Dáil debates

Wednesday, 3 May 2006

 

Hospital Services.

8:00 pm

Photo of Dinny McGinleyDinny McGinley (Donegal South West, Fine Gael)

I thank the Leas-Cheann Comhairle for again allowing me to raise this important matter, namely, the continuing crisis in Letterkenny General Hospital, where patients on trolleys are a regular feature of hospital life and operations and appointments are cancelled on a daily basis. What has precipitated tonight's debate is the report carried out by a United Kingdom health care consultancy firm, Tribal Secta, into the situation in Letterkenny General Hospital. The report has not been published and is not available yet, but some of the findings are reported in today's media. The report is an indication of the way the hospital has been more or less abandoned in recent years.

Let me be clear on one issue, however. The report does not negatively reflect on the staff in Letterkenny General Hospital. On the contrary, they are complimented for their dedication to duty while working in almost impossible conditions. Any person who has been treated in Letterkenny General Hospital as an inpatient or an outpatient will vouch for the commitment, dedication, professionalism and sincerity of the staff who try their best to put up with the current conditions at the hospital.

The report details a litany of problems, difficulties, infrastructural deficiencies and shortcomings at the hospital, concluding that the accident and emergency department is "not fit for delivering emergency care in the twenty-first century". What an indictment that is. The report also finds that during the first six months of 2005, more than 1,100 admissions to the hospital had to be cancelled. Since then, the situation has deteriorated and is almost out of control. Patients on trolleys are the rule rather than the exception.

The report focuses on the accident and emergency unit and finds that it is incapable of meeting the demands on its services. The hospital's day-case ward is regularly used as a holding area for accident and emergency patients, resulting in the cancellation of elective procedures. Emergency and urgent admissions are given priority over elective work and cancellations are now routine, due to the rising number of patients requiring admission. The report also states that patients have had operations cancelled up to three or four times. I am aware of a patient who has had to endure five cancellations in four months.

It is not simply an accident and emergency crisis, but a whole hospital crisis that stems from the core problem of a chronic shortage of beds in Letterkenny. This shortage initiates a chain reaction of over-crowded wards leading to overcrowding in the accident and emergency unit, which spills over into the day-case ward and eventually even into the coffee dock. This chain reaction and its knock-on effects is the everyday situation in Letterkenny.

In truth, what has been found by the consultants is nothing that we have not been aware of for many years. While we did not need consultants to tell us what is happening in Letterkenny General Hospital, their report nevertheless highlights the crisis and might provoke the Government into seriously addressing the situation. While the hospital has been given approval to go to tender for the construction of a new accident and emergency department, this will not become available for at least three or four years. The report strongly recommends interim improvements, such as the provision of a temporary building to expand the treatment space now available to the accident and emergency department. I strongly support the adoption of that recommendation, which would relieve difficulties in the short term. The provision of the new accident and emergency block and 60 or 70 additional beds is the only long-term solution.

We need to plan for the future, given the age profile of the population of Donegal, which has a higher than average percentage of people over 65. Elderly people have recurrent illnesses and need continuous treatment. There will be increased and more incessant demands on the facilities in Letterkenny General Hospital in the next ten to 15 years. This is not the first, second or even the third time I have raised this issue this year. I will keep raising the matter until I get an acceptable response that will give some hope to the people who have to depend on the services, often unavailable for many, in Letterkenny General Hospital. I seek an immediate response and definite news from the Minister of State.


Work task
Across the lines of the records below, how many have the string "object" in them? Answer with the number alone.

** Opening Exercise material block **

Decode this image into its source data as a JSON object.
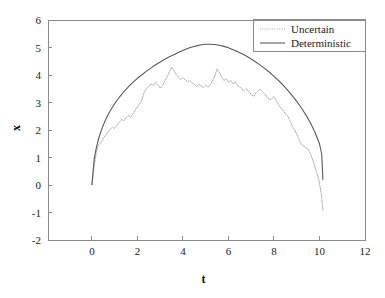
{
  "chart_data": {
    "type": "line",
    "title": "",
    "xlabel": "t",
    "ylabel": "x",
    "xlim": [
      -1.93,
      12
    ],
    "ylim": [
      -2,
      6
    ],
    "xticks": [
      0,
      2,
      4,
      6,
      8,
      10,
      12
    ],
    "xticklabels": [
      "0",
      "2",
      "4",
      "6",
      "8",
      "10",
      "12"
    ],
    "yticks": [
      -2,
      -1,
      0,
      1,
      2,
      3,
      4,
      5,
      6
    ],
    "yticklabels": [
      "-2",
      "-1",
      "0",
      "1",
      "2",
      "3",
      "4",
      "5",
      "6"
    ],
    "grid": false,
    "legend_position": "top-right",
    "series": [
      {
        "name": "Uncertain",
        "style": "dotted",
        "color": "#9a9a9a",
        "x": [
          0.0,
          0.1,
          0.2,
          0.3,
          0.4,
          0.5,
          0.6,
          0.7,
          0.8,
          0.9,
          1.0,
          1.1,
          1.2,
          1.3,
          1.4,
          1.5,
          1.6,
          1.7,
          1.8,
          1.9,
          2.0,
          2.1,
          2.2,
          2.3,
          2.4,
          2.5,
          2.6,
          2.7,
          2.8,
          2.9,
          3.0,
          3.1,
          3.2,
          3.3,
          3.4,
          3.5,
          3.6,
          3.7,
          3.8,
          3.9,
          4.0,
          4.1,
          4.2,
          4.3,
          4.4,
          4.5,
          4.6,
          4.7,
          4.8,
          4.9,
          5.0,
          5.1,
          5.2,
          5.3,
          5.4,
          5.5,
          5.6,
          5.7,
          5.8,
          5.9,
          6.0,
          6.1,
          6.2,
          6.3,
          6.4,
          6.5,
          6.6,
          6.7,
          6.8,
          6.9,
          7.0,
          7.1,
          7.2,
          7.3,
          7.4,
          7.5,
          7.6,
          7.7,
          7.8,
          7.9,
          8.0,
          8.1,
          8.2,
          8.3,
          8.4,
          8.5,
          8.6,
          8.7,
          8.8,
          8.9,
          9.0,
          9.1,
          9.2,
          9.3,
          9.4,
          9.5,
          9.6,
          9.7,
          9.8,
          9.9,
          10.0,
          10.1,
          10.15
        ],
        "y": [
          0.0,
          0.7,
          1.2,
          1.48,
          1.55,
          1.72,
          1.8,
          1.92,
          2.02,
          2.1,
          2.06,
          2.18,
          2.28,
          2.38,
          2.34,
          2.45,
          2.52,
          2.46,
          2.58,
          2.72,
          2.84,
          2.96,
          3.1,
          3.38,
          3.52,
          3.58,
          3.68,
          3.62,
          3.74,
          3.66,
          3.52,
          3.62,
          3.78,
          3.92,
          4.1,
          4.28,
          4.18,
          4.02,
          3.92,
          3.84,
          3.9,
          3.82,
          3.76,
          3.8,
          3.72,
          3.66,
          3.58,
          3.66,
          3.6,
          3.54,
          3.62,
          3.56,
          3.64,
          3.78,
          3.96,
          4.22,
          4.1,
          3.92,
          3.8,
          3.86,
          3.74,
          3.8,
          3.68,
          3.74,
          3.62,
          3.56,
          3.48,
          3.42,
          3.5,
          3.38,
          3.3,
          3.22,
          3.34,
          3.42,
          3.48,
          3.38,
          3.3,
          3.18,
          3.1,
          3.14,
          3.22,
          3.06,
          2.92,
          2.8,
          2.72,
          2.58,
          2.52,
          2.34,
          2.16,
          2.02,
          1.84,
          1.66,
          1.48,
          1.42,
          1.36,
          1.3,
          1.14,
          0.92,
          0.66,
          0.4,
          0.08,
          -0.46,
          -0.92
        ]
      },
      {
        "name": "Deterministic",
        "style": "solid",
        "color": "#5a5a5a",
        "x": [
          0.0,
          0.1,
          0.2,
          0.3,
          0.4,
          0.5,
          0.6,
          0.7,
          0.8,
          0.9,
          1.0,
          1.2,
          1.4,
          1.6,
          1.8,
          2.0,
          2.2,
          2.4,
          2.6,
          2.8,
          3.0,
          3.2,
          3.4,
          3.6,
          3.8,
          4.0,
          4.2,
          4.4,
          4.6,
          4.8,
          5.0,
          5.2,
          5.4,
          5.6,
          5.8,
          6.0,
          6.2,
          6.4,
          6.6,
          6.8,
          7.0,
          7.2,
          7.4,
          7.6,
          7.8,
          8.0,
          8.2,
          8.4,
          8.6,
          8.8,
          9.0,
          9.2,
          9.4,
          9.6,
          9.8,
          10.0,
          10.1,
          10.15
        ],
        "y": [
          0.02,
          0.95,
          1.38,
          1.7,
          1.96,
          2.18,
          2.37,
          2.54,
          2.69,
          2.83,
          2.96,
          3.19,
          3.39,
          3.57,
          3.73,
          3.88,
          4.01,
          4.14,
          4.26,
          4.37,
          4.47,
          4.57,
          4.66,
          4.74,
          4.82,
          4.89,
          4.96,
          5.02,
          5.06,
          5.1,
          5.12,
          5.12,
          5.11,
          5.08,
          5.04,
          4.99,
          4.92,
          4.85,
          4.77,
          4.68,
          4.58,
          4.47,
          4.36,
          4.23,
          4.1,
          3.95,
          3.8,
          3.63,
          3.45,
          3.25,
          3.04,
          2.81,
          2.55,
          2.26,
          1.92,
          1.5,
          1.1,
          0.2
        ]
      }
    ]
  },
  "legend": {
    "entries": [
      {
        "label": "Uncertain"
      },
      {
        "label": "Deterministic"
      }
    ]
  },
  "axes": {
    "x_title": "t",
    "y_title": "x"
  }
}
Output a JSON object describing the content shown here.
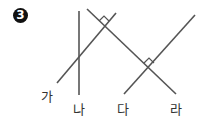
{
  "problem": {
    "number_label": "3",
    "line_labels": {
      "ga": "가",
      "na": "나",
      "da": "다",
      "ra": "라"
    }
  },
  "colors": {
    "line": "#555555",
    "badge": "#111111"
  }
}
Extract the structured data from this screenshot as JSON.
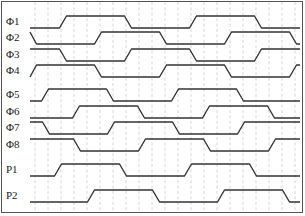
{
  "plot": {
    "width": 305,
    "height": 216,
    "label_column_width": 30,
    "track_left": 30,
    "track_right": 300,
    "border_color": "#555555",
    "grid_color": "#cccccc",
    "wave_color": "#333333",
    "background": "#ffffff",
    "grid_spacing_px": 13,
    "grid_dashed": true,
    "period_px": 130,
    "rise_time_px": 7
  },
  "signals": [
    {
      "label": "Φ1",
      "name": "phi1",
      "y_label": 22,
      "y_high": 16,
      "y_low": 28,
      "start_level": "low",
      "first_edge_x": 63,
      "offset_px": 0
    },
    {
      "label": "Φ2",
      "name": "phi2",
      "y_label": 38,
      "y_high": 32,
      "y_low": 44,
      "start_level": "high",
      "first_edge_x": 33,
      "offset_px": 0
    },
    {
      "label": "Φ3",
      "name": "phi3",
      "y_label": 55,
      "y_high": 49,
      "y_low": 61,
      "start_level": "high",
      "first_edge_x": 63,
      "offset_px": 0
    },
    {
      "label": "Φ4",
      "name": "phi4",
      "y_label": 71,
      "y_high": 65,
      "y_low": 77,
      "start_level": "low",
      "first_edge_x": 33,
      "offset_px": 0
    },
    {
      "label": "Φ5",
      "name": "phi5",
      "y_label": 95,
      "y_high": 89,
      "y_low": 101,
      "start_level": "low",
      "first_edge_x": 45,
      "offset_px": 0
    },
    {
      "label": "Φ6",
      "name": "phi6",
      "y_label": 112,
      "y_high": 106,
      "y_low": 118,
      "start_level": "low",
      "first_edge_x": 76,
      "offset_px": 0
    },
    {
      "label": "Φ7",
      "name": "phi7",
      "y_label": 128,
      "y_high": 122,
      "y_low": 134,
      "start_level": "high",
      "first_edge_x": 46,
      "offset_px": 0
    },
    {
      "label": "Φ8",
      "name": "phi8",
      "y_label": 145,
      "y_high": 139,
      "y_low": 151,
      "start_level": "high",
      "first_edge_x": 77,
      "offset_px": 0
    },
    {
      "label": "P1",
      "name": "p1",
      "y_label": 170,
      "y_high": 164,
      "y_low": 176,
      "start_level": "low",
      "first_edge_x": 58,
      "offset_px": 0
    },
    {
      "label": "P2",
      "name": "p2",
      "y_label": 196,
      "y_high": 190,
      "y_low": 202,
      "start_level": "low",
      "first_edge_x": 91,
      "offset_px": 0
    }
  ],
  "chart_data": {
    "type": "line",
    "xlabel": "",
    "ylabel": "",
    "grid": true,
    "legend_position": "left",
    "x_range_px": [
      30,
      300
    ],
    "period_px": 130,
    "duty_cycle": 0.5,
    "series": [
      {
        "name": "Φ1",
        "transitions_px": [
          63,
          128,
          193,
          258
        ],
        "start_level": 0
      },
      {
        "name": "Φ2",
        "transitions_px": [
          33,
          98,
          163,
          228,
          293
        ],
        "start_level": 1
      },
      {
        "name": "Φ3",
        "transitions_px": [
          63,
          128,
          193,
          258
        ],
        "start_level": 1
      },
      {
        "name": "Φ4",
        "transitions_px": [
          33,
          98,
          163,
          228,
          293
        ],
        "start_level": 0
      },
      {
        "name": "Φ5",
        "transitions_px": [
          45,
          110,
          175,
          240
        ],
        "start_level": 0
      },
      {
        "name": "Φ6",
        "transitions_px": [
          76,
          141,
          206,
          271
        ],
        "start_level": 0
      },
      {
        "name": "Φ7",
        "transitions_px": [
          46,
          111,
          176,
          241
        ],
        "start_level": 1
      },
      {
        "name": "Φ8",
        "transitions_px": [
          77,
          142,
          207,
          272
        ],
        "start_level": 1
      },
      {
        "name": "P1",
        "transitions_px": [
          58,
          123,
          188,
          253
        ],
        "start_level": 0
      },
      {
        "name": "P2",
        "transitions_px": [
          91,
          156,
          221,
          286
        ],
        "start_level": 0
      }
    ]
  }
}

** Closing Exercise material block **

Solution
2